Now that tax day is here, do we need to do away with the IRS?
"Those in favor of abolishing the present IRS are correct in that the United States certainly can get along perfectly well without the politicized, abusive and rights-trampling tax agency the IRS has become," Richard Rahn, a senior fellow at the Cato Institute, writes in
The Washington Times.
"There is still no excuse for much of what the IRS does. . . . That includes criminal offenses, such as releasing private taxpayer information and targeting taxpayers on the basis of ideology."
IRS agents complain that they get no respect. "Yet, too many agents engage in thuggish behavior and show no understanding of the unnecessary burdens they place on small businesses and entrepreneurs," Rahn says.
Bottom line: "if the folks at the IRS want respect, then they need to start treating hardworking taxpayers with respect and understanding and not as government-owned slaves," Rahn writes.

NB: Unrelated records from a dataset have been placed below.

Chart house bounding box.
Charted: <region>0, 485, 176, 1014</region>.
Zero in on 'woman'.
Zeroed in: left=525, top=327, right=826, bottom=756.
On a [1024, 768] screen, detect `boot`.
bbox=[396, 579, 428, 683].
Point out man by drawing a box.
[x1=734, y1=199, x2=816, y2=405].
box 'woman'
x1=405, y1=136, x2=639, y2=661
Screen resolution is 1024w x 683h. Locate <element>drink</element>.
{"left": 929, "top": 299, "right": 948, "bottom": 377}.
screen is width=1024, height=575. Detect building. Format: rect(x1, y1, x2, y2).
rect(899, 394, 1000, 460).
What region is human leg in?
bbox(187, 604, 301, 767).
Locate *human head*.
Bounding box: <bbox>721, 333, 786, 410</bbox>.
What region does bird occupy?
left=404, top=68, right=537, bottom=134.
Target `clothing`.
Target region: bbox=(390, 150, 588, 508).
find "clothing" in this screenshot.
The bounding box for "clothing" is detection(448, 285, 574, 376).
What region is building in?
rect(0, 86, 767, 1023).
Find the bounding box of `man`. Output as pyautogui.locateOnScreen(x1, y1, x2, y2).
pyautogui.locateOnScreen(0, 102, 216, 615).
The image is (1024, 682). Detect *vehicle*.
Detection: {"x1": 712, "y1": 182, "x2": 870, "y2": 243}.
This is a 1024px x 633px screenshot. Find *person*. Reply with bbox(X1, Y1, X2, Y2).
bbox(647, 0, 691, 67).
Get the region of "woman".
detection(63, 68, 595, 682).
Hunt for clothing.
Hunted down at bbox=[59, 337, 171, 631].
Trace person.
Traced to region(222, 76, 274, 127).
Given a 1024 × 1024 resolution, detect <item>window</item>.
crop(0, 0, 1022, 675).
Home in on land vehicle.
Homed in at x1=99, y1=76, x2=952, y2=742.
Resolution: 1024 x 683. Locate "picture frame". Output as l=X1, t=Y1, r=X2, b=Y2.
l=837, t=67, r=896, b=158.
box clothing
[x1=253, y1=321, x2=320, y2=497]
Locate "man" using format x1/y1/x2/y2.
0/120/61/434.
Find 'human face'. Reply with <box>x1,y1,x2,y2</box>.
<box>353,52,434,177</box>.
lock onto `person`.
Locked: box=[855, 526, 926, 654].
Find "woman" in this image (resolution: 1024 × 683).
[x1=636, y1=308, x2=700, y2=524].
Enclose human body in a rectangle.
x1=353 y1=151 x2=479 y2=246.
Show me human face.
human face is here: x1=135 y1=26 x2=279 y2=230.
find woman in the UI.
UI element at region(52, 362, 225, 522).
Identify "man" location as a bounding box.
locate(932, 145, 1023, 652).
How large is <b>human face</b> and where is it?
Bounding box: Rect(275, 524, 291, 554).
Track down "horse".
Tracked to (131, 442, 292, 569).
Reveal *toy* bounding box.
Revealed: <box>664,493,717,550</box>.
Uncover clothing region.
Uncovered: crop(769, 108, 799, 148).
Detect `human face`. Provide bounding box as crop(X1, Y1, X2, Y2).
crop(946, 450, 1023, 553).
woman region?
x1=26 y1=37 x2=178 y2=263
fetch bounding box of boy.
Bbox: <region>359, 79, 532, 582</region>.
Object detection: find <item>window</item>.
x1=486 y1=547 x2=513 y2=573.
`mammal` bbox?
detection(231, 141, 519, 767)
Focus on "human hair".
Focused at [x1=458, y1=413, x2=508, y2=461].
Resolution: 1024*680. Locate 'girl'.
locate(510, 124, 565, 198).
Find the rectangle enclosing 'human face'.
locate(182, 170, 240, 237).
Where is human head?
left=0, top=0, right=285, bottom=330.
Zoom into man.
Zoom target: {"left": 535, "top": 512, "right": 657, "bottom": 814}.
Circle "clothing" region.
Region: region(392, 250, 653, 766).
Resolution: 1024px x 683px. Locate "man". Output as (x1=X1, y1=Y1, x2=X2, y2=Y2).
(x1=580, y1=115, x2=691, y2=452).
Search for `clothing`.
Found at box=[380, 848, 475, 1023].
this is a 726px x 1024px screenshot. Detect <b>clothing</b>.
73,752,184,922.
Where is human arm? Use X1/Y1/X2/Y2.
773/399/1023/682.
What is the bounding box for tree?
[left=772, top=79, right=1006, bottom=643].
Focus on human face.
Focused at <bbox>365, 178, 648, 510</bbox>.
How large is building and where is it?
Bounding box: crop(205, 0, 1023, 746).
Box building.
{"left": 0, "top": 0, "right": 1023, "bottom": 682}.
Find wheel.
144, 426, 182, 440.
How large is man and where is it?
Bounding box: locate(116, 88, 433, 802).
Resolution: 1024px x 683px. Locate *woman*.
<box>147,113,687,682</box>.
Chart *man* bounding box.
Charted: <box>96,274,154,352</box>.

Meanwhile, the advocacy group
Citizens for Tax Justice has released a report detailing 15 Fortune 500 companies that don't pay any taxes.
The list includes CBS, General Electric, Interpublic Group, JetBlue Airways, Mattel, Owens Corning, PG&E, Pepco Holdings, Priceline.com, Prudential Financial, Qualcomm, Ryder System, Time Warner, Weyerhaeuser and Xerox.
As a whole, the 15 companies paid no federal income tax on $23 billion in profits in 2014, and they paid almost no federal income tax on $107 billion in profits during the past five years. All but two received federal tax rebates in 2014, and almost all paid exceedingly low rates over five years.
For example, CBS had $1.8 billion in U.S. profits last year, and received a federal income tax rebate of $235 million, while Mattel, which has paid zero federal income taxes for the past five years, received a tax rebate of $46 million in 2014.
"The scope of corporate tax avoidance spans a wide variety of economic sectors. Moreover, the tax breaks that have allowed these companies to be so successful in their tax avoidance are, by and large, perfectly legal, and often have been on the books for decades," the report states.
So what's the solution?
"A sensible starting point should be to critically assess the costs of each of these tax breaks and to take steps to ensure that profitable corporations pay their fair share of U.S. taxes," the study says.
"The next step is just as important. The revenues raised from eliminating corporate tax subsidies should not be given right back to corporations in the form of tax-rate reductions, as corporate lobbyists and their allies inside the Washington Beltway preposterously argue."
So where should this money go? "As the vast majority of Americans understand, these desperately needed revenues should be used to address our nation's fiscal problems and to make critically needed public investments in our nation's future," the report argues.